The images of fires rising over the Baltimore landscape were eerie, as it was only a few months ago that the nation sat glued to television sets watching the small town of Ferguson, Mo., erupt. And I fear we are becoming numb to it. We turn the TV on to watch our favorite reality show. We see chanting, running black people, and we think: again? Then we turn back to The Voice.

Photo via U.S. Conference of Catholic Bishops / RNS

Sister Mary Ann Walsh, a quiet nun with a keen wit who led a very public life as a journalist and a longtime spokeswoman for the U.S. Conference of Catholic Bishops, died on April 28 after a tough battle with cancer.

She was 67 and passed away in a hospice in Albany next to the regional convent of the religious order she entered as a 17-year-old novice in 1964.

Walsh had moved to her native Albany from Washington last September after it was discovered that the cancer that had been in remission since 2010 had returned.

She was able to receive better care there and live out her days with other members of the Sisters of Mercy. She was transferred to the hospice on April 23 as her condition deteriorated.

“Sister Mary Ann,” as she was known to the many journalists she sparred and joked with and, with regularity, befriended, worked at the communications office of the American hierarchy for 20 years, retiring in the summer of 2014 just before she fell ill again.

She became director of media relations for the USCCB — the first woman to hold that position — after coordinating media for World Youth Day in Denver in 1993, which featured an enormously successful visit by then-Pope John Paul II.

Tom Ehrich 4-29-2015
Photo via REUTERS / Sait Serkan Gurbuz

I enjoy cop shows on television.

My favorite is Blue Bloods, following the “Reagan” family from terrorist threats to homicides to domestic violence.

I can’t imagine what it’s like to be a cop. Perhaps routine marked by bursts of frenzy, some of it life-threatening. One’s hometown seen through the lens of crime, tragedy, and evil. Low pay, high risk.

I like Blue Bloods because it shows upright law enforcement taking “Protect and Serve” seriously and making brave and ethical choices.

These shows are quite unrealistic, of course. Crime doesn’t get solved that easily or snap decisions made that wisely.

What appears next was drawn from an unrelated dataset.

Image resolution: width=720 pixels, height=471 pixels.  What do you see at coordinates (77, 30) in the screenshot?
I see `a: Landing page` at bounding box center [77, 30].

I don’t think, however, that I realized until recently how separated from reality those fictional accounts have been. As police shootings of unarmed citizens go viral, as minorities talk of long-standing police brutality, as we watch guards beating prisoners, and as federal law enforcement engages in creepy surveillance, internal corruption, and the arming of local police as military commandos, the veil is lifted.

Now we see in our own American law enforcement the same brutality and power-madness that have marked corrupt societies we supposedly surpassed, from the secret police in Eastern Europe to uniformed thugs in South America.

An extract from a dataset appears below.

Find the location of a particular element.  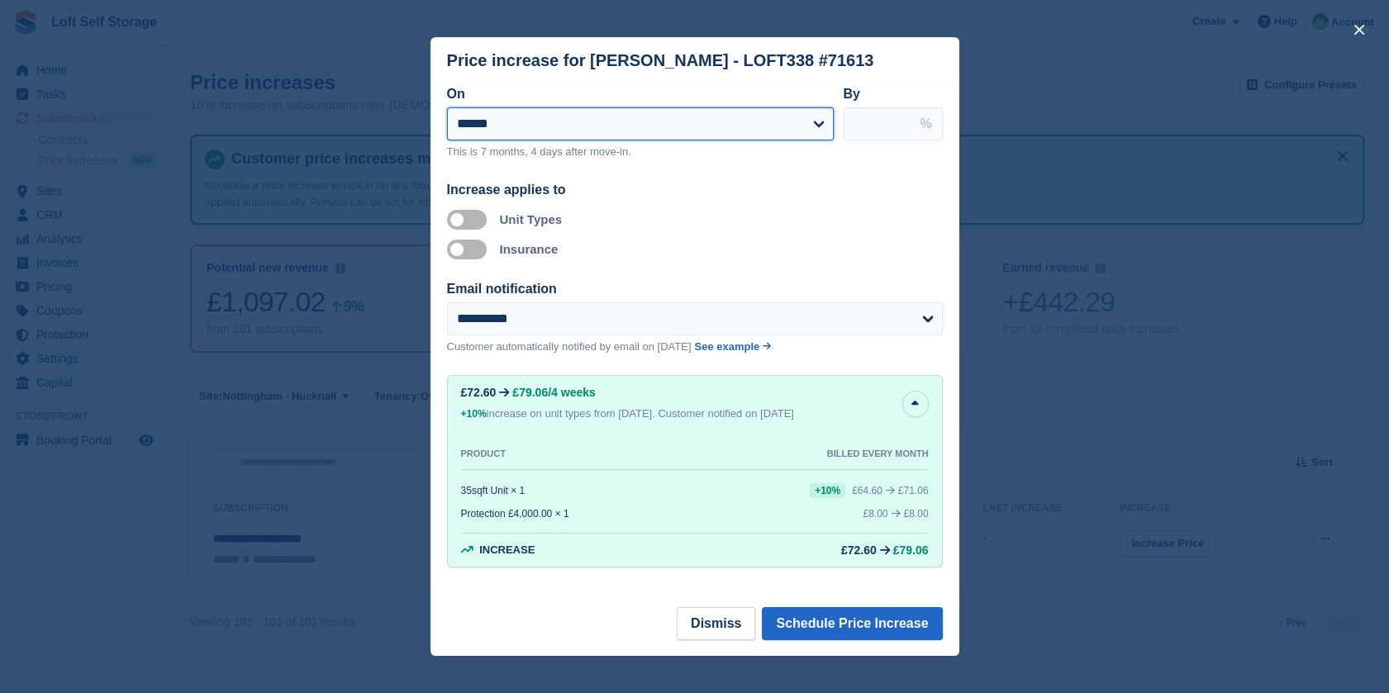

a: See example is located at coordinates (733, 347).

I find it confusing. Not the discovery that TV isn’t real, but to see how low we have fallen. Has this brutality been the dark side of police work all along?

Kevin Eckstrom 4-28-2015
RNS photo by Adelle M. Banks

WASHINGTON — As the nine Supreme Court justices took up the vexing question of a constitutional right to same-sex marriage on Tuesday, the case came down to two competing visions of marriage: what it’s been, what it should be, and who gets to decide.

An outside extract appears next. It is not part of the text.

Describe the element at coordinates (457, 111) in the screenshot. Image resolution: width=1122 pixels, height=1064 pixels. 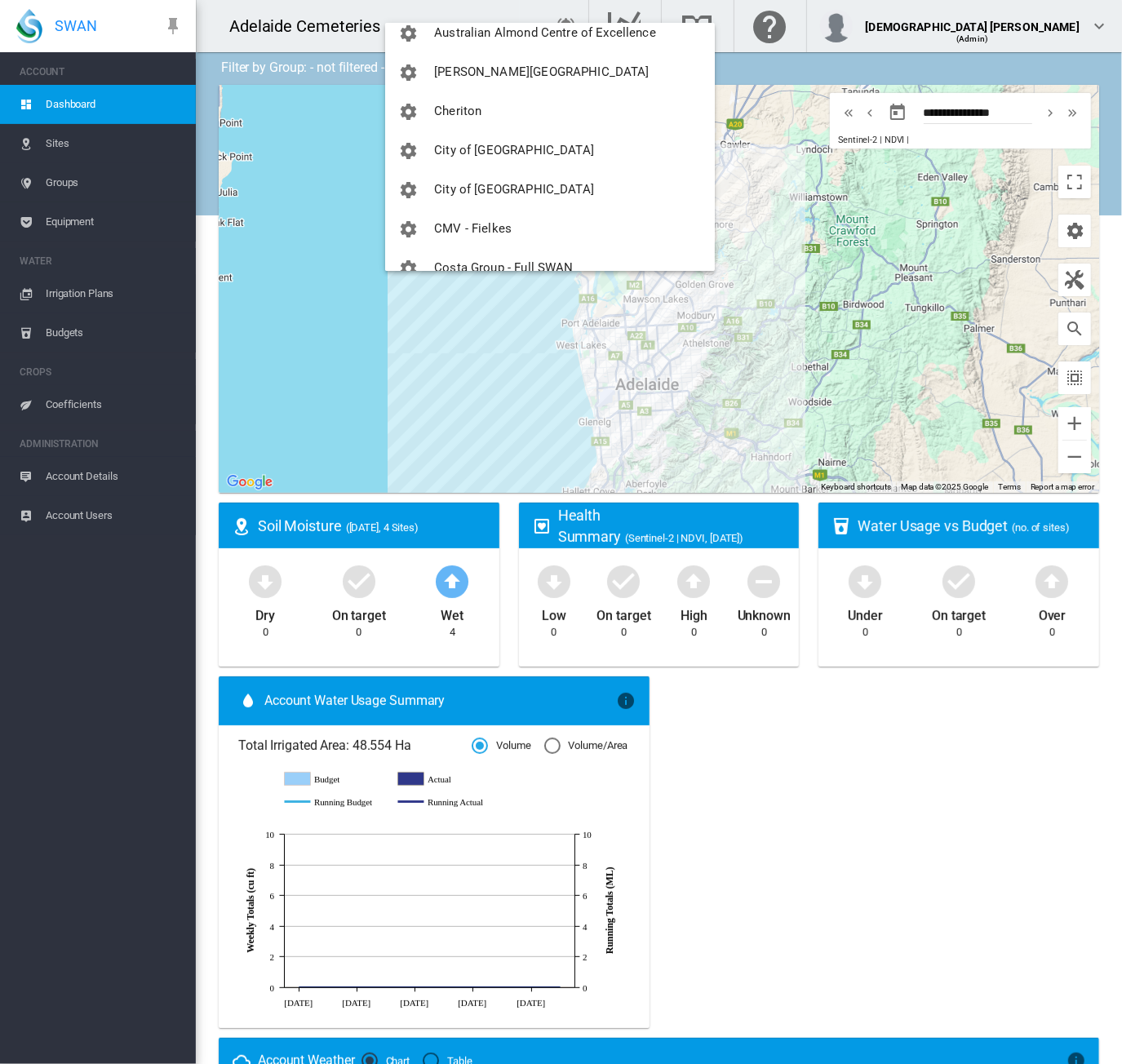
I see `span: Cheriton` at that location.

Outside the court, hundreds of demonstrators echoed both sides: Amateur evangelists and anti-gay zealots with signs proclaiming, “Man & Woman: United for Life, Open to Life,” and throngs of gay rights supporters chanting “Love Must Win!” to drown out the sidewalk preachers with their megaphones.

Yet ultimately, beyond both the arcane and real-life arguments over the state’s sanction of private relationships, the court must decide the very nature and purpose of marriage — or at least which nature will be reflected in civil law.